Lung cancer is the leading cause of cancer-related death worldwide. Early diagnosis of pulmonary nodules in Computed Tomography (CT) chest scans provides an opportunity for designing effective treatment and making financial and care plans. In this paper, we consider the problem of diagnostic classification between benign and malignant lung nodules in CT images, which aims to learn a direct mapping from 3D images to class labels. To achieve this goal, four two-pathway Convolutional Neural Networks (CNN) are proposed, including a basic 3D CNN, a novel multi-output network, a 3D DenseNet, and an augmented 3D DenseNet with multi-outputs. These four networks are evaluated on the public LIDC-IDRI dataset and outperform most existing methods. In particular, the 3D multi-output DenseNet (MoD-enseNet) achieves the state-of-the-art classification accuracy on the task of end-to-end lung nodule diagnosis. In addition, the networks pretrained on the LIDC-IDRI dataset can be further extended to handle smaller datasets using transfer learning. This is demonstrated on our dataset with encouraging prediction accuracy in lung nodule classification.
Misalignment is an important cause for the early failure of large doubly-fed wind turbines (DFWT). For the non-stationary characteristics of the signals in the transmission system of DFWT and the reality that it is difficult to obtain a large number of fault samples, Solidworks and Adams are used to simulate the different operating conditions of the transmission system of the DFWT to obtain the corresponding characteristic signals. Improved empirical mode decomposition (IEMD), which improves the end effects of empirical mode decomposition (EMD) is used to decompose the signals to get intrinsic mode function (IMF), and the IEMD energy entropy reflecting the working state are extracted as the inputs of the support vector machine (SVM). Particle swarm optimization (PSO) is used to optimize the parameters of SVM to improve the classification performance. The results show that the proposed method can effectively and accurately identify the types of misalignment of the DFWT.
Brain extraction is a fundamental step for most brain imaging studies. In this paper, we investigate the problem of skull stripping and propose complementary segmentation networks (CompNets) to accurately extract the brain from T1-weighted MRI scans, for both normal and pathological brain images. The proposed networks are designed in the framework of encoder-decoder networks and have two pathways to learn features from both the brain tissue and its complementary part located outside of the brain. The complementary pathway extracts the features in the non-brain region and leads to a robust solution to brain extraction from MRIs with pathologies, which do not exist in our training dataset. We demonstrate the effectiveness of our networks by evaluating them on the OASIS dataset, resulting in the state of the art performance under the two-fold cross-validation setting. Moreover, the robustness of our networks is verified by testing on images with introduced pathologies and by showing its invariance to unseen brain pathologies. In addition, our complementary network design is general and can be extended to address other image segmentation problems with better generalization.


- _Task brief_
Every line of the listing that contains the word "personnalisée" is to be copied out.

_____

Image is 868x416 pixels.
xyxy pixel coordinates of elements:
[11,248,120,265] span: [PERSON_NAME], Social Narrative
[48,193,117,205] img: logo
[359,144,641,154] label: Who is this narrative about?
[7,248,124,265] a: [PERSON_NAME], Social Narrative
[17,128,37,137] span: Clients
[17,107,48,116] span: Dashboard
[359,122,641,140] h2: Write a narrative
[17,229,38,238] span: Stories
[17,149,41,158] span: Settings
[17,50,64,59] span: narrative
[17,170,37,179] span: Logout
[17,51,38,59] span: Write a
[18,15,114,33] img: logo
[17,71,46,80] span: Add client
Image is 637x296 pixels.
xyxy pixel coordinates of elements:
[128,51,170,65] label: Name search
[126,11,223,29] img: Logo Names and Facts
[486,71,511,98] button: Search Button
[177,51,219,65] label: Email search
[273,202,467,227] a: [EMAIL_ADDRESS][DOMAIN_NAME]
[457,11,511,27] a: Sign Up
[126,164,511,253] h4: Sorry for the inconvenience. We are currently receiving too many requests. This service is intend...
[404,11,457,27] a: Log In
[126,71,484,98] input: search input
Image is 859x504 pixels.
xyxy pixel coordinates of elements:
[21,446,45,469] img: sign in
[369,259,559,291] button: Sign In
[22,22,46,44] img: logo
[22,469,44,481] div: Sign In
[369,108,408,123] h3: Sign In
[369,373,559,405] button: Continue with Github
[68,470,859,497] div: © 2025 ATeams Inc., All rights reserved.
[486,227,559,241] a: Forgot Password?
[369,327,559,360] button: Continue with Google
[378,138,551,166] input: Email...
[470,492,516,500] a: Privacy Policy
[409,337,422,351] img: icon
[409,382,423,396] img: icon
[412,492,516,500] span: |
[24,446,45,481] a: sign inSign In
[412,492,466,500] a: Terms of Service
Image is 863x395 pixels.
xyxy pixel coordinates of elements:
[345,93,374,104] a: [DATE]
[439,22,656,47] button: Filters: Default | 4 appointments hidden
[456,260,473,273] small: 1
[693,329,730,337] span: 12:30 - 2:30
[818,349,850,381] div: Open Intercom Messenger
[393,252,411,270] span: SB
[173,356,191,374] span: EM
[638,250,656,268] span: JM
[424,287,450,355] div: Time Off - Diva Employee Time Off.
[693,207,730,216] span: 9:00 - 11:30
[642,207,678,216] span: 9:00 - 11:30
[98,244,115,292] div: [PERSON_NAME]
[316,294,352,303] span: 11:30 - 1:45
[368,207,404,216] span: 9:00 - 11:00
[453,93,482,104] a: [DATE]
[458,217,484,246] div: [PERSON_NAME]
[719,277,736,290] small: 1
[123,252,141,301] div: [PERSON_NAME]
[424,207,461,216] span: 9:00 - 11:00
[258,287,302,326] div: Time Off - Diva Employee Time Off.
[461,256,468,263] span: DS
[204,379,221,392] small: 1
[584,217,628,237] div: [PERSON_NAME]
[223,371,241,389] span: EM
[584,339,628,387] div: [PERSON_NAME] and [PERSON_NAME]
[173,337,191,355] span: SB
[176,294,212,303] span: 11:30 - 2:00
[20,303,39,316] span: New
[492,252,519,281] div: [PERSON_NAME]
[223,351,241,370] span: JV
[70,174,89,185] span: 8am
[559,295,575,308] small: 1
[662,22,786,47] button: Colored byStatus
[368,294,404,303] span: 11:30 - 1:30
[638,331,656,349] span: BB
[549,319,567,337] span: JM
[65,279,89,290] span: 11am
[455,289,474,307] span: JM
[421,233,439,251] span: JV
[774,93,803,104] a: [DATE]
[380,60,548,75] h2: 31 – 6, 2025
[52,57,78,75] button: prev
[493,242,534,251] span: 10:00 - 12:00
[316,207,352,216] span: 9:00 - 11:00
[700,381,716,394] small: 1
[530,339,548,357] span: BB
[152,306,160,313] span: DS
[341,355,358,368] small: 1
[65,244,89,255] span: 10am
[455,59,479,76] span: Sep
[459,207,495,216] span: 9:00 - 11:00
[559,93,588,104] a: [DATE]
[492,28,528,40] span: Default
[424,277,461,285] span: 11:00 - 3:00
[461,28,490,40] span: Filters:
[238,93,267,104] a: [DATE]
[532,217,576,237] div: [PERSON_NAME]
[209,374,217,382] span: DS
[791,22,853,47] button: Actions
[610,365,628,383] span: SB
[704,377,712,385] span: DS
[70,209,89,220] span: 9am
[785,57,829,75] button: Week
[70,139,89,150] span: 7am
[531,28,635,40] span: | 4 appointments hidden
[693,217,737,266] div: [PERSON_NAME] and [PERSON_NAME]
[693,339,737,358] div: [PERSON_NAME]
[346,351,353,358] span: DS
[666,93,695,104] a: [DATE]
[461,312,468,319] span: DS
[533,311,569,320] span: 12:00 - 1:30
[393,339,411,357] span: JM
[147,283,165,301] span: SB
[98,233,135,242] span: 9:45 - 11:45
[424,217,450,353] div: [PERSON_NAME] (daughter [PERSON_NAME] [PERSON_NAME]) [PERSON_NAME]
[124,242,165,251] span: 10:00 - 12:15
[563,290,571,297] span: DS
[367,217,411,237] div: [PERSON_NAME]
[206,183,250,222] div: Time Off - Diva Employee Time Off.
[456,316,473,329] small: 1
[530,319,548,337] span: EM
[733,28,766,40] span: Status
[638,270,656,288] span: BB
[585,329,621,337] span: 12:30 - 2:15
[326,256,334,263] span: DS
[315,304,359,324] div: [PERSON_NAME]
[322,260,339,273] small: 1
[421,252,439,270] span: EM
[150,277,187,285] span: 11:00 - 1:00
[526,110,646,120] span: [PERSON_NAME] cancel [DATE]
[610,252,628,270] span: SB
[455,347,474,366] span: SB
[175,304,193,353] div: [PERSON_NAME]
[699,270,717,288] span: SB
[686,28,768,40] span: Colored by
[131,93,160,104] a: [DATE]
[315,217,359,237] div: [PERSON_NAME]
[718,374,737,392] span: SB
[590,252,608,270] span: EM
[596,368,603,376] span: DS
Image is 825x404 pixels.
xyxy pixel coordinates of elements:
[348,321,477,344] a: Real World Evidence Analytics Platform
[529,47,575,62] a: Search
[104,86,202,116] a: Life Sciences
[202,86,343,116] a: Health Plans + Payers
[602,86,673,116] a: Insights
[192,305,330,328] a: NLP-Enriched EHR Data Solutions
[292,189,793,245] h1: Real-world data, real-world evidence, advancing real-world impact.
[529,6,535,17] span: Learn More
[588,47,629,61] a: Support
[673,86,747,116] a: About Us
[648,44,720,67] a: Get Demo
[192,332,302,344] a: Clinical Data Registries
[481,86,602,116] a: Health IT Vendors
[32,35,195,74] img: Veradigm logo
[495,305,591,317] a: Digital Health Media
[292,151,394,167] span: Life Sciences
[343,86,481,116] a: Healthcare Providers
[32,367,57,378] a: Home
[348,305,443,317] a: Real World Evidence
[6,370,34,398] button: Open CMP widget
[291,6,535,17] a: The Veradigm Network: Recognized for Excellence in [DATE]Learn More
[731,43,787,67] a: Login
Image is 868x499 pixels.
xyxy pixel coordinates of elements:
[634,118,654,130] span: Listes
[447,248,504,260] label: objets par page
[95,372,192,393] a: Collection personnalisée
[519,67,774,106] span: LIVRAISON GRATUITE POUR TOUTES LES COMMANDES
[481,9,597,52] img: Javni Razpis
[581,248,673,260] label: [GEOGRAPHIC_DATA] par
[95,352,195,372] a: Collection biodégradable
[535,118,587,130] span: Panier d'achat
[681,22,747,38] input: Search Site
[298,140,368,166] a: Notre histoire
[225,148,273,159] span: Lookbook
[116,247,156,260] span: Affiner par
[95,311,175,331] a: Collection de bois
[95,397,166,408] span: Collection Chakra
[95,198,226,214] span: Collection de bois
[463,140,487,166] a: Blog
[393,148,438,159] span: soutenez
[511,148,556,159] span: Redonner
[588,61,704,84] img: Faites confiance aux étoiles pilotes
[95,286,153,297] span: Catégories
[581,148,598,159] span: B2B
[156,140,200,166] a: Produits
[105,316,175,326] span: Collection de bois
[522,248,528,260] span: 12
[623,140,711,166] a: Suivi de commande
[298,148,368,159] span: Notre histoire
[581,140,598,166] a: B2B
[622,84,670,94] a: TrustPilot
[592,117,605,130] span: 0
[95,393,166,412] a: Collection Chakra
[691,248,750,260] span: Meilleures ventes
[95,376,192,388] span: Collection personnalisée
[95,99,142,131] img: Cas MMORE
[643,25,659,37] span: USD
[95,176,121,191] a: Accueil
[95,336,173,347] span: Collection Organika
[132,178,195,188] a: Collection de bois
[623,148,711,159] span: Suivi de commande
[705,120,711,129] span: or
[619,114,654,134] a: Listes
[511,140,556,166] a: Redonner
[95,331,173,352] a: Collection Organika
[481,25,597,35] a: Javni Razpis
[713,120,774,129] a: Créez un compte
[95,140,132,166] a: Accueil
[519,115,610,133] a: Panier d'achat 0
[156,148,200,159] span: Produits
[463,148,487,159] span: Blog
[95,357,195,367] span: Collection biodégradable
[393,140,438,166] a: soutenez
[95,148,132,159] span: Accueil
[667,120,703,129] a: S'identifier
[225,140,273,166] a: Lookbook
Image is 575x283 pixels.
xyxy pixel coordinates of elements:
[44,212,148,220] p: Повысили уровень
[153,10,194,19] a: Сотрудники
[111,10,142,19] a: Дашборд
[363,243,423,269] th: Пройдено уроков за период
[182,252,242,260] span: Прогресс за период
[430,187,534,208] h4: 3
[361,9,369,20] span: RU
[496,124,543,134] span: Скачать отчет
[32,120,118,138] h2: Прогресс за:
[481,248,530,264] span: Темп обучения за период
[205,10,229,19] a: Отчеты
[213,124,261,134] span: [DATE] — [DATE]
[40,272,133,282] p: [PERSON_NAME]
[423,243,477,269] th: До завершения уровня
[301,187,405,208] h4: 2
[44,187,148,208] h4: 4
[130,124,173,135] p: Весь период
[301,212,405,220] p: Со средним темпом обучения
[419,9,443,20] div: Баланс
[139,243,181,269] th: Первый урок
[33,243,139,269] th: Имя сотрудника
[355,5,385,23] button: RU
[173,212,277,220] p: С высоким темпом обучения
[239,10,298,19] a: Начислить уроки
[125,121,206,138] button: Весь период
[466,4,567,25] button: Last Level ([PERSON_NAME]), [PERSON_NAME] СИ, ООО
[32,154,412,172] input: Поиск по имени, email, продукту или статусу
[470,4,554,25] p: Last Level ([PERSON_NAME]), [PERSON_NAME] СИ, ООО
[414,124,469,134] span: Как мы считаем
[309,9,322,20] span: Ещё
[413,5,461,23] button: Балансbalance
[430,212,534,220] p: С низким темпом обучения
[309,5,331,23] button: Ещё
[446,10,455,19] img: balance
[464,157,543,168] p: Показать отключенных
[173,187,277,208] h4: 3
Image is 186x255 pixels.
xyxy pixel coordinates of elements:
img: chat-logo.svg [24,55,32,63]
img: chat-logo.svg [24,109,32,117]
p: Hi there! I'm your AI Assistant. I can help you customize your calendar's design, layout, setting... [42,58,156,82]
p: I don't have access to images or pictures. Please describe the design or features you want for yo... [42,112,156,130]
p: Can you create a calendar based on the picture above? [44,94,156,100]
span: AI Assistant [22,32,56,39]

_____

- _Response for this exercise_
[95,372,192,393] a: Collection personnalisée
[95,376,192,388] span: Collection personnalisée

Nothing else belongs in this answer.